East Wall

Description

Henrik Boman

The E wall in room 1 is built of opus listatum in the door post to room 2, opus incertum in the center and upper areas and in the area abutting to the façade, the zig zag part of opus mixtum. In the opus incertum area spoils (floor piece and tiles and some cut tufa brick blocks) are used in the lower region. The broad band of bricks extending across the walls of the complex are found in this wall as well, though cut away by the breaches made by tunnellers (excavators, or robbers), searching the building (see below).


The lintel over the door to room 2 is modern and the wall above is reconstructed. The exact line in the incertum is not possible to see, though presumably is a large part of the upper wall modern. There are no visible features indicating the original height of the door. In the S door post, the opus listatum is continued to the modern lintel (which presumably is too low to be original height of the door) and the same tempo in the brickwork (with only a few occasional modern yellow bricks) is consistent with the ancient technique — concluding that we can assume that the wall is ancient up to the modern concrete lintel.

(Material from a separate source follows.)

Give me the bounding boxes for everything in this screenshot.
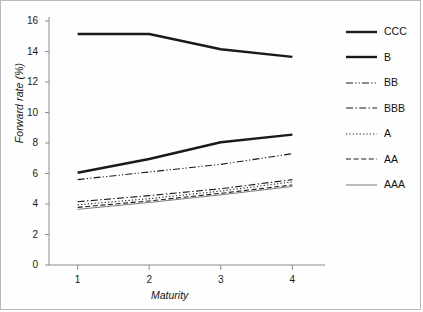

A large part of the wall, close to the counter is destroyed, and repaired, presumably from the Bourbonian excavations, though it could be from robbers from any period; ancient, medieval or later times. The wall in this area is mended with lime stone and spoils. Important to notice is that the majority of the spoils in the E wall are in this mended area, reducing the amount of spoils used in the original construction significantly.

Plaster: Two larger areas of plaster are preserved on the wall: by the door way to room 2, and at the SE corner, continuing around the brick door frame to the large door way no. 1. The decoration seems to have been red with just faint traces preserved of white stripes at the corner. The plaster is approx. 3 cm thick.